YAY! I KNOW WHO YOU ARE. I mean... - o public - I do know who Liz is, but I did not actually force Liz into loving the books. Liz loved the books spontaneously. Liz is great at loving the books. Go Liz.

Chris said...

I've now read two Leaf books, and have to say the print quality and writing standard is incredibly high, and the A6 pocket-size is novel and very different, but for me I just don't think paying for a single short story is effective enough: I love the Leaf idea: instead of reading the paper, read a story, but a newspaper is cheaper than a Leaf.

As previously stated in this entry, the decision to go A5 is a sound one, and something which I wholeheartedly support - well, the more short-story publishers there are, the better insofar has I am concerned, and we small publishers in Wales should stick together! Who says the Valleys are full of illiterates, like init? :-)

I wouldn't want to see the demise of the pocket-book - from a marketing point of view, it's unique - but perhaps if the price was £1 (and the upper-word limit could be increased to 10k words) then it would be more competitively priced on the railway station platform.

Just a couple of thoughts, but on the whole I can see the Leaf motif rising...

Who actually works there - is it just one man/woman and their dog, or a team?

Leaf Books said...

Hi Chris.

Cheers for the comment.

There are four of us working more-or-less full time up here, (down here? Across here? Doesn't much matter). We all mostly do a bit of everything though specifically Sam is the Editor and for the most part Ceci is The Boss. Gav is our web *genius* and Matt, though uncomfortable writing in the third person, has recently started doing more of the production stuff. Everything else is allocated and shared as equally as is possible for that day, be it promo, admin, newsletter writing, etc. When we're up to deadlines we all work closely on proofing, design and everything else together. It's a good balance.
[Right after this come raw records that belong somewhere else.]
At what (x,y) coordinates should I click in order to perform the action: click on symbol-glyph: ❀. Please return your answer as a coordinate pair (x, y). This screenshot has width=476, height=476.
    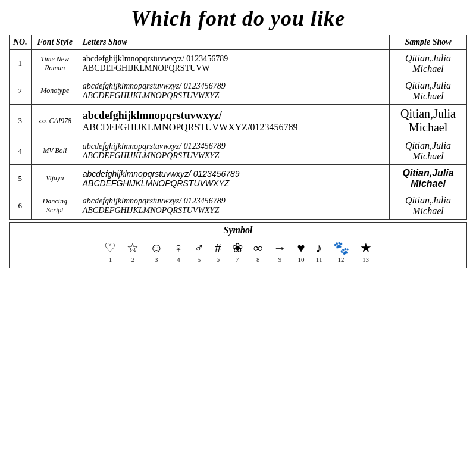
    Looking at the image, I should click on (237, 248).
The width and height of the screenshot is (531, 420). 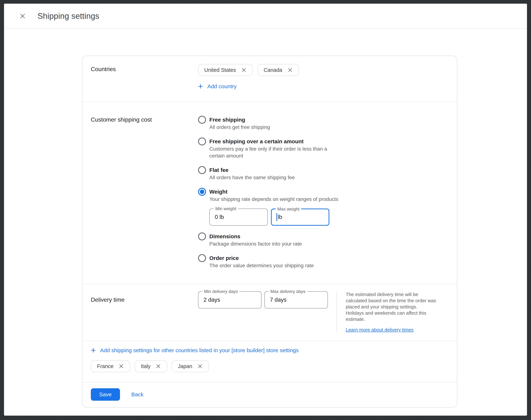 What do you see at coordinates (256, 237) in the screenshot?
I see `option-title: Dimensions` at bounding box center [256, 237].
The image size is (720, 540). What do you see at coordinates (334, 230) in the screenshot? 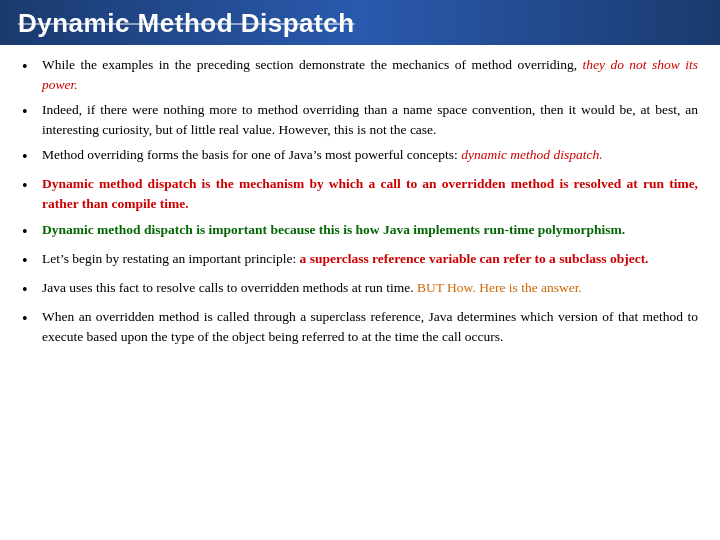
I see `text-highlight: Dynamic method dispatch is important bec…` at bounding box center [334, 230].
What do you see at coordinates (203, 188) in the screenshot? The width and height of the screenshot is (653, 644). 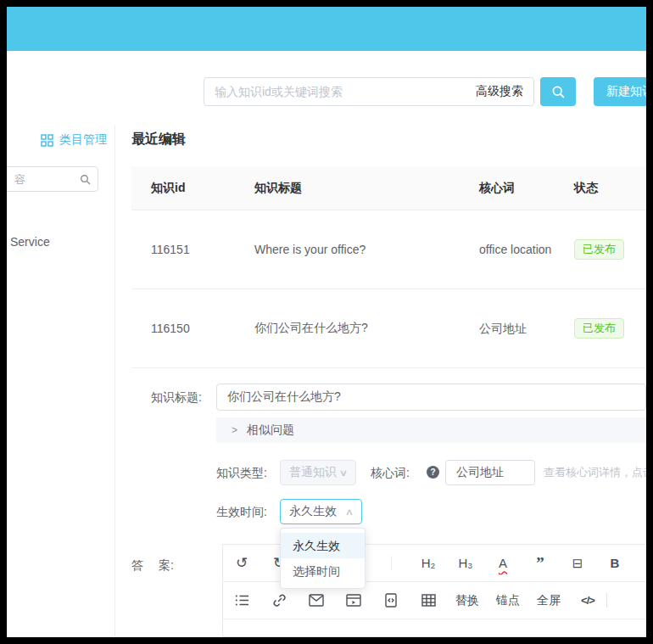 I see `col-header-id: 知识id` at bounding box center [203, 188].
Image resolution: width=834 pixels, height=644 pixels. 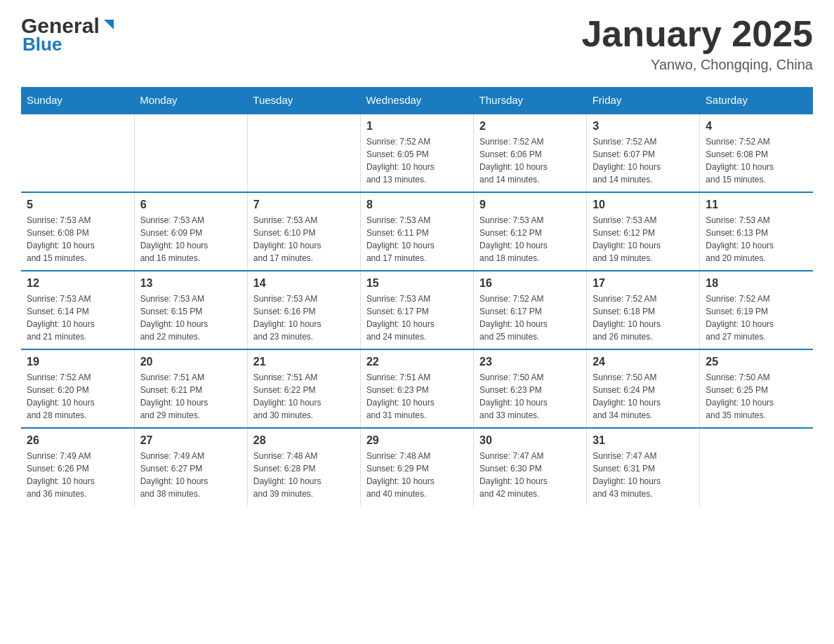 What do you see at coordinates (757, 362) in the screenshot?
I see `day-number: 25` at bounding box center [757, 362].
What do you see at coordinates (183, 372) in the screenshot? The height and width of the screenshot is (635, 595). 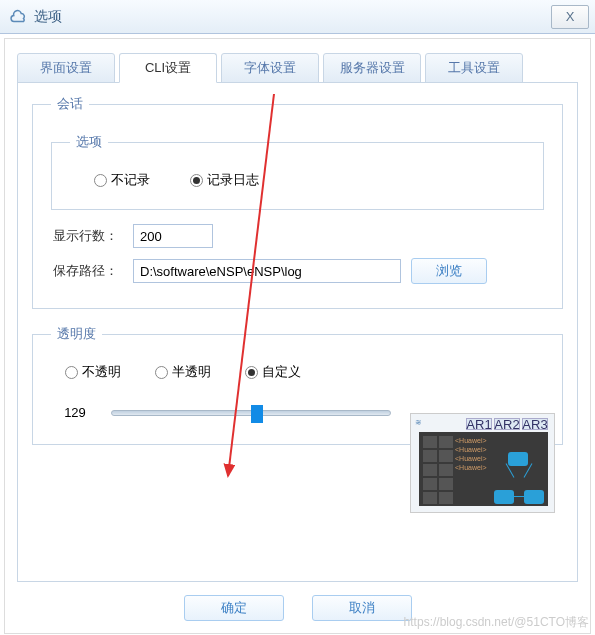 I see `radio-semi: 半透明` at bounding box center [183, 372].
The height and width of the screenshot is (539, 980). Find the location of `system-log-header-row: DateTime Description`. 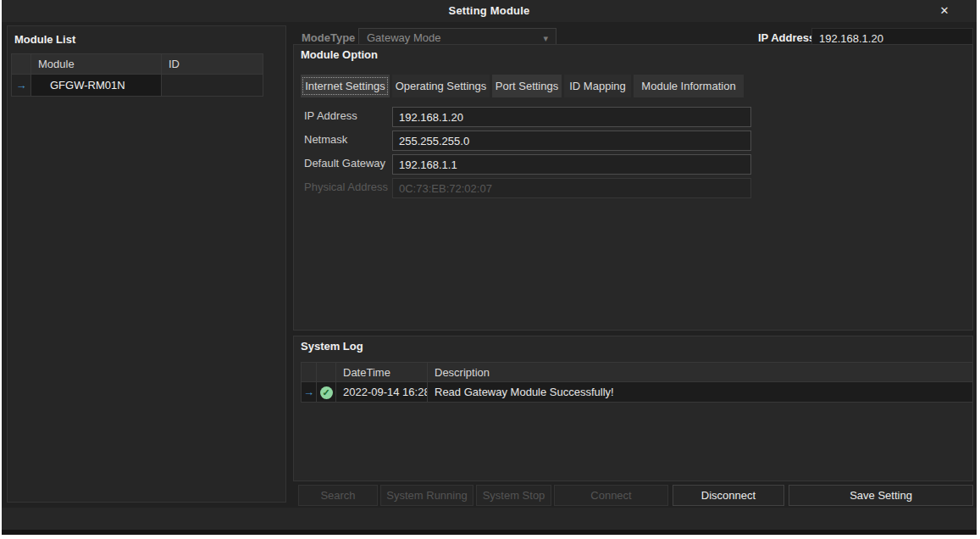

system-log-header-row: DateTime Description is located at coordinates (637, 372).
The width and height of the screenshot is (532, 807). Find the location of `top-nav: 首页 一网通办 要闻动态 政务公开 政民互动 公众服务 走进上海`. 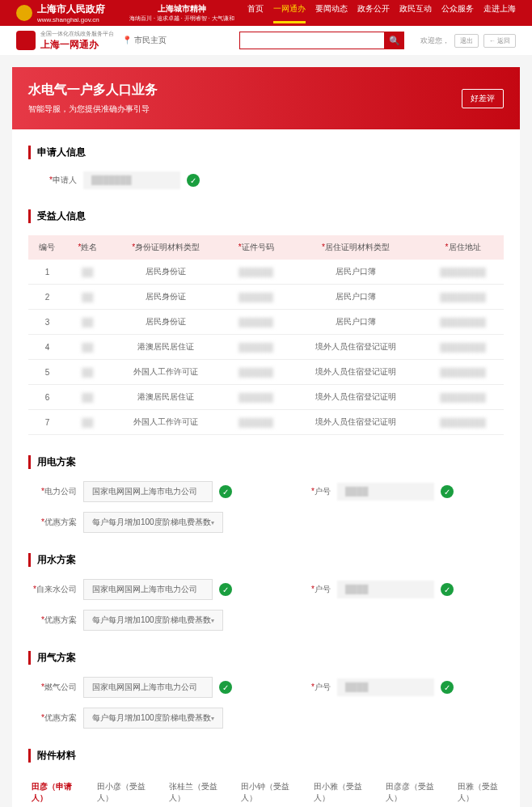

top-nav: 首页 一网通办 要闻动态 政务公开 政民互动 公众服务 走进上海 is located at coordinates (382, 13).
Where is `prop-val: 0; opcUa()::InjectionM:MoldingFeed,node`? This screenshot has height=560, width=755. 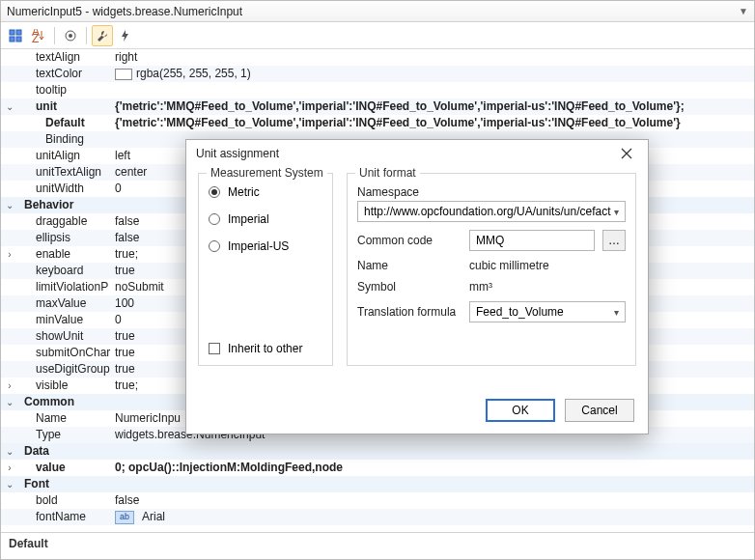
prop-val: 0; opcUa()::InjectionM:MoldingFeed,node is located at coordinates (434, 467).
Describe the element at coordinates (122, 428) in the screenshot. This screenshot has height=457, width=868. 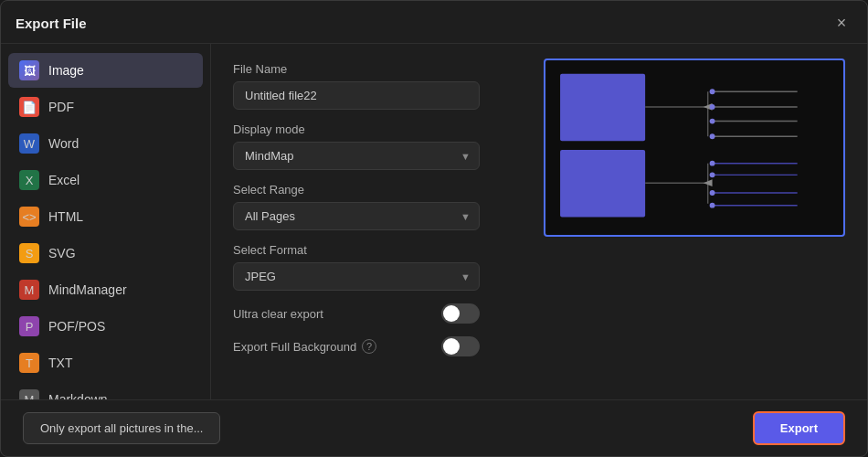
I see `only-export-button: Only export all pictures in the...` at that location.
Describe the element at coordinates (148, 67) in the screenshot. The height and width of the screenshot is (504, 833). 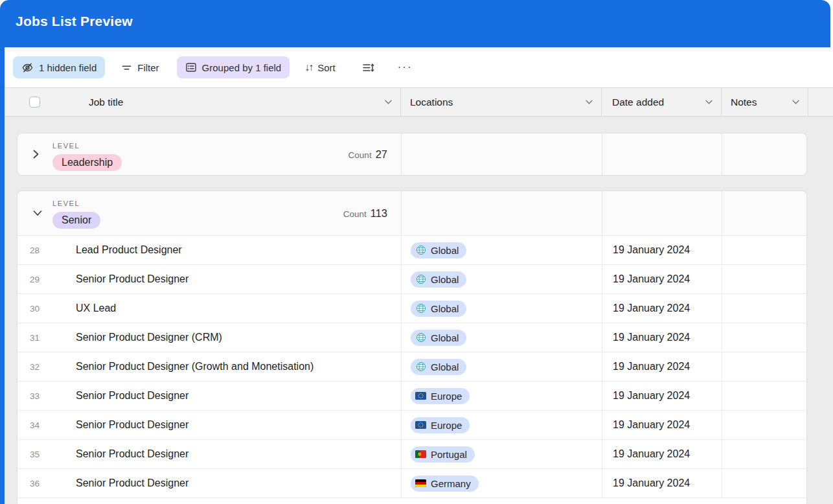
I see `filter-label: Filter` at that location.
For the most part we'd love to be able to reduce the costs of the pocket books. But unfunded, this just isn't feasible. As much as we acknowledge that £2 is to some too much, to others it's also a fair price to get new authors out there. There are too many technical pricings and so forth to get into on a blog but chiefly yes, the A5 books present an opportunity to get more writers published, and also, of course, to push ourselves beyond the niche we've created and be able to slot happily onto a standard bookshelf.

We're certainly not going to ignore the small books, though, and as Leaf continues grow (it's still an ambitious baby, business-wise) we're still trialling things, playing with others, considering other ideas.

As for wordcounts... well. When you start pushing 10,000 words you also start pushing towards novellas. I myself believe that there's an art to a SHORT story, as opposed to a slightly longer one. Concision, sharpness, all of that sort of thing. If they get longer perhaps they might also become sloppier? Personally I'd much sooner enjoy a well-crafted 3000 word glimpse than read a 10,000 word piece that says too much about itself.